Our research goal is to increase the efficiencies of electrolysis on a large scale. We are focusing on high-temperature electrolyzers, which we have been researching for a long time. In high-temperature electrolysis, water vapor is split into hydrogen and oxygen at temperatures between 750 and 850 degrees Celsius. If electricity from renewable sources is used for this, green hydrogen is produced with an efficiency of up to 85 percent. With these values, it is significantly better than anything previously seen in the electrolysis sector. We want to continue making significant improvements in this area.
What level of research are you building on in the new PhD program and what challenges do you have to overcome?
We started our research 10 years ago at the single-cell level. At that time, the cells delaminated relatively quickly, that is, they disintegrated into individual parts after a short time. Five years ago, we reached the point where the cells were durable, but we still had major leakage problems with the connection of cells and the casings. The HTE is operated at a temperature of 850 degrees, which entails red-hot casings that are not easy to seal. We solved this problem, too. Three years ago, we moved away from single cells and built cell stacks, so-called stacks. These are currently running quite reasonably with an efficiency of 80 to 85 percent but still suffer from excessive degradation. One of the current challenges is to reduce degradation and thus improve durability.
Is degradation about material science?
Exactly. The cells degrade with various degradation effects, such as deposits, delamination, grain coarsening, and the like. It reduces the efficiency of the electrolyzers, which gets progressively worse over time. It’s not a showstopper for this technology, but something to keep an eye on.
What other challenges are you facing?
The operating strategy of the high-temperature electrolyzer is also still more or less unexplored. Renewable energy is variable, so future electrolyzers must be able to operate with variable loads. In the newly-created PhD program, we will investigate how to move away from permanent full load operation towards load variance.

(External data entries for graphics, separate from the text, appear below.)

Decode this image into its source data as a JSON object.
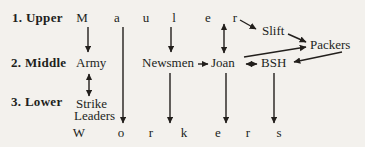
{
  "colors": {
    "background": "#f3f1ed",
    "ink": "#221f1c"
  },
  "row_labels": [
    {
      "label": "1. Upper"
    },
    {
      "label": "2. Middle"
    },
    {
      "label": "3. Lower"
    }
  ],
  "upper_word": {
    "word": "Mauler",
    "letters": [
      "M",
      "a",
      "u",
      "l",
      "e",
      "r"
    ]
  },
  "middle_nodes": {
    "army": "Army",
    "newsmen": "Newsmen",
    "joan": "Joan",
    "bsh": "BSH"
  },
  "upper_right_nodes": {
    "slift": "Slift",
    "packers": "Packers"
  },
  "lower_nodes": {
    "strike_leaders_line1": "Strike",
    "strike_leaders_line2": "Leaders"
  },
  "workers_word": {
    "word": "Workers",
    "letters": [
      "W",
      "o",
      "r",
      "k",
      "e",
      "r",
      "s"
    ]
  },
  "edges": [
    {
      "name": "mauler-m-to-army",
      "from": "Mauler (M)",
      "to": "Army",
      "heads": "end",
      "x1": 88,
      "y1": 27,
      "x2": 88,
      "y2": 52
    },
    {
      "name": "mauler-a-to-workers-o",
      "from": "Mauler (a)",
      "to": "Workers (o)",
      "heads": "end",
      "x1": 123,
      "y1": 27,
      "x2": 123,
      "y2": 123
    },
    {
      "name": "mauler-l-to-newsmen",
      "from": "Mauler (l)",
      "to": "Newsmen",
      "heads": "end",
      "x1": 171,
      "y1": 27,
      "x2": 171,
      "y2": 52
    },
    {
      "name": "mauler-e-joan-bidirectional",
      "from": "Mauler (e)",
      "to": "Joan",
      "heads": "both",
      "x1": 224,
      "y1": 24,
      "x2": 224,
      "y2": 53
    },
    {
      "name": "mauler-r-to-slift",
      "from": "Mauler (r)",
      "to": "Slift",
      "heads": "end",
      "x1": 240,
      "y1": 20,
      "x2": 256,
      "y2": 29
    },
    {
      "name": "slift-to-packers",
      "from": "Slift",
      "to": "Packers",
      "heads": "end",
      "x1": 288,
      "y1": 34,
      "x2": 306,
      "y2": 42
    },
    {
      "name": "joan-to-packers",
      "from": "Joan",
      "to": "Packers",
      "heads": "end",
      "x1": 244,
      "y1": 57,
      "x2": 306,
      "y2": 47
    },
    {
      "name": "packers-to-bsh",
      "from": "Packers",
      "to": "BSH",
      "heads": "end",
      "x1": 342,
      "y1": 52,
      "x2": 294,
      "y2": 62
    },
    {
      "name": "newsmen-to-joan",
      "from": "Newsmen",
      "to": "Joan",
      "heads": "end",
      "x1": 198,
      "y1": 64,
      "x2": 208,
      "y2": 64
    },
    {
      "name": "joan-bsh-bidirectional",
      "from": "Joan",
      "to": "BSH",
      "heads": "both",
      "x1": 246,
      "y1": 64,
      "x2": 257,
      "y2": 64
    },
    {
      "name": "army-strike-leaders-bidirectional",
      "from": "Army",
      "to": "Strike Leaders",
      "heads": "both",
      "x1": 89,
      "y1": 74,
      "x2": 89,
      "y2": 96
    },
    {
      "name": "newsmen-to-workers-k",
      "from": "Newsmen",
      "to": "Workers (k)",
      "heads": "end",
      "x1": 170,
      "y1": 73,
      "x2": 170,
      "y2": 123
    },
    {
      "name": "joan-to-workers-e",
      "from": "Joan",
      "to": "Workers (e)",
      "heads": "end",
      "x1": 226,
      "y1": 73,
      "x2": 226,
      "y2": 123
    },
    {
      "name": "bsh-to-workers-s",
      "from": "BSH",
      "to": "Workers (s)",
      "heads": "end",
      "x1": 274,
      "y1": 73,
      "x2": 274,
      "y2": 123
    }
  ]
}
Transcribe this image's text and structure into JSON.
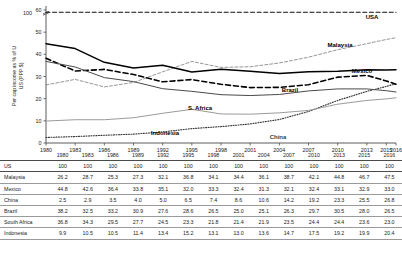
{
  "chart_data": {
    "type": "line",
    "title": "",
    "xlabel": "",
    "ylabel": "Per cap income as % of U\nUS (PPP $)",
    "ylabel_line1": "Per cap income as % of U",
    "ylabel_line2": "US (PPP $)",
    "x": [
      "1980",
      "1983",
      "1986",
      "1989",
      "1992",
      "1995",
      "1998",
      "2001",
      "2004",
      "2007",
      "2010",
      "2013",
      "2015",
      "2016"
    ],
    "ylim": [
      0,
      60
    ],
    "yticks": [
      0,
      10,
      20,
      30,
      40,
      50,
      60
    ],
    "broken_axis_label": "100",
    "grid": false,
    "legend": "inline-labels",
    "series": [
      {
        "name": "USA",
        "label": "USA",
        "values": [
          100,
          100,
          100,
          100,
          100,
          100,
          100,
          100,
          100,
          100,
          100,
          100,
          100,
          100
        ],
        "style": "dashed",
        "color": "#111111",
        "width": 1.1,
        "plot_at": 59.0
      },
      {
        "name": "Malaysia",
        "label": "Malaysia",
        "values": [
          26.2,
          28.7,
          25.3,
          27.3,
          32.1,
          36.8,
          34.1,
          34.4,
          36.1,
          38.7,
          42.1,
          44.8,
          46.7,
          47.5
        ],
        "style": "dashed-fine",
        "color": "#8a8a8a",
        "width": 0.9
      },
      {
        "name": "Mexico",
        "label": "Mexico",
        "values": [
          44.8,
          42.6,
          36.4,
          33.8,
          35.1,
          32.0,
          33.3,
          32.4,
          31.3,
          32.1,
          32.4,
          33.1,
          32.9,
          33.0
        ],
        "style": "solid",
        "color": "#000000",
        "width": 1.5
      },
      {
        "name": "China",
        "label": "China",
        "values": [
          2.5,
          2.9,
          3.5,
          4.0,
          5.0,
          6.5,
          7.4,
          8.6,
          10.6,
          14.2,
          19.2,
          23.3,
          25.5,
          26.8
        ],
        "style": "dotted",
        "color": "#333333",
        "width": 1.1
      },
      {
        "name": "Brazil",
        "label": "Brazil",
        "values": [
          38.2,
          32.5,
          33.2,
          30.9,
          27.6,
          28.6,
          26.5,
          25.0,
          25.1,
          26.3,
          29.7,
          30.5,
          28.0,
          26.5
        ],
        "style": "dashed-bold",
        "color": "#000000",
        "width": 1.6
      },
      {
        "name": "South Africa",
        "label": "S. Africa",
        "values": [
          36.8,
          34.3,
          29.5,
          27.7,
          24.5,
          23.3,
          21.8,
          21.4,
          21.9,
          23.5,
          24.4,
          24.4,
          23.6,
          23.0
        ],
        "style": "solid",
        "color": "#4a4a4a",
        "width": 1.0
      },
      {
        "name": "Indonesia",
        "label": "Indonesia",
        "values": [
          9.9,
          10.5,
          10.5,
          11.4,
          13.4,
          15.2,
          13.1,
          13.0,
          13.6,
          14.7,
          17.5,
          19.2,
          19.9,
          20.4
        ],
        "style": "solid",
        "color": "#9a9a9a",
        "width": 1.0
      }
    ],
    "annotations": [
      {
        "text": "USA",
        "x": 2016,
        "y": 59.0
      },
      {
        "text": "Malaysia",
        "x": 2013,
        "y": 44.8
      },
      {
        "text": "Mexico",
        "x": 2013,
        "y": 33.1
      },
      {
        "text": "Brazil",
        "x": 2007,
        "y": 26.3
      },
      {
        "text": "S. Africa",
        "x": 1998,
        "y": 21.8
      },
      {
        "text": "Indonesia",
        "x": 1995,
        "y": 15.2
      },
      {
        "text": "China",
        "x": 2007,
        "y": 14.2
      }
    ]
  },
  "table": {
    "columns": [
      "",
      "1980",
      "1983",
      "1986",
      "1989",
      "1992",
      "1995",
      "1998",
      "2001",
      "2004",
      "2007",
      "2010",
      "2013",
      "2015",
      "2016"
    ],
    "rows": [
      {
        "label": "US",
        "values": [
          "100",
          "100",
          "100",
          "100",
          "100",
          "100",
          "100",
          "100",
          "100",
          "100",
          "100",
          "100",
          "100",
          "100"
        ]
      },
      {
        "label": "Malaysia",
        "values": [
          "26.2",
          "28.7",
          "25.3",
          "27.3",
          "32.1",
          "36.8",
          "34.1",
          "34.4",
          "36.1",
          "38.7",
          "42.1",
          "44.8",
          "46.7",
          "47.5"
        ]
      },
      {
        "label": "Mexico",
        "values": [
          "44.8",
          "42.6",
          "36.4",
          "33.8",
          "35.1",
          "32.0",
          "33.3",
          "32.4",
          "31.3",
          "32.1",
          "32.4",
          "33.1",
          "32.9",
          "33.0"
        ]
      },
      {
        "label": "China",
        "values": [
          "2.5",
          "2.9",
          "3.5",
          "4.0",
          "5.0",
          "6.5",
          "7.4",
          "8.6",
          "10.6",
          "14.2",
          "19.2",
          "23.3",
          "25.5",
          "26.8"
        ]
      },
      {
        "label": "Brazil",
        "values": [
          "38.2",
          "32.5",
          "33.2",
          "30.9",
          "27.6",
          "28.6",
          "26.5",
          "25.0",
          "25.1",
          "26.3",
          "29.7",
          "30.5",
          "28.0",
          "26.5"
        ]
      },
      {
        "label": "South Africa",
        "values": [
          "36.8",
          "34.3",
          "29.5",
          "27.7",
          "24.5",
          "23.3",
          "21.8",
          "21.4",
          "21.9",
          "23.5",
          "24.4",
          "24.4",
          "23.6",
          "23.0"
        ]
      },
      {
        "label": "Indonesia",
        "values": [
          "9.9",
          "10.5",
          "10.5",
          "11.4",
          "13.4",
          "15.2",
          "13.1",
          "13.0",
          "13.6",
          "14.7",
          "17.5",
          "19.2",
          "19.9",
          "20.4"
        ]
      }
    ]
  },
  "colors": {
    "axis": "#4a4a4a",
    "text": "#1a1a1a",
    "rule": "#9a9a9a"
  }
}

If you have an electrolyzer with, for example, 500 kilowatts of connected load, then a full load means operating it permanently with 500 kilowatts of connected load – 24/7, 365 days a year. But the electricity from sun and wind that we want to convert into hydrogen fluctuates greatly. We must be able to use this existing wind and solar profile in the power grid with our high-temperature electrolyzers to operate with variable loads.
Once we have succeeded in making this technology durable, i.e., in containing degradation and making operation variable in terms of load, we will have gigantic potential ahead of us. We will then be able to offer electrolyzers at incomparably low cost, because we only use low-cost materials in our HTE, such as ceramic materials and nickel as a catalyst. The material costs of all parts and components of an HTE are very low.
Does this also involve researching new materials?
For the electrolytes, we will build on existing materials, and for the fuel electrode, we will also keep using nickel, which is readily available. But in the case of the oxygen electrode, many materials are currently under discussion, and it is not yet entirely clear which materials will prevail in the long term. That’s why we will be taking a closer look at the material of the oxygen electrode in this project.
How and where could green electricity generated this way be used in industry?
Everywhere where hydrogen is currently already needed, green hydrogen from solar and wind power will be possible in the future by means of high-temperature electrolysis. Examples include the chemical and petrochemical industries. And if more renewable electricity is available in the future, it will be possible to take this further and use these electrolyzers to make this electricity storable. In other words, renewable electricity can be converted into hydrogen using high-temperature electrolysis and stored for times when there is little renewable electricity in the grid. The stored hydrogen can then be converted back into electrical energy using fuel cells.
The system can be integrated into existing industrial plants and, apart from the high-temperature electrolysis, only requires components available on the market.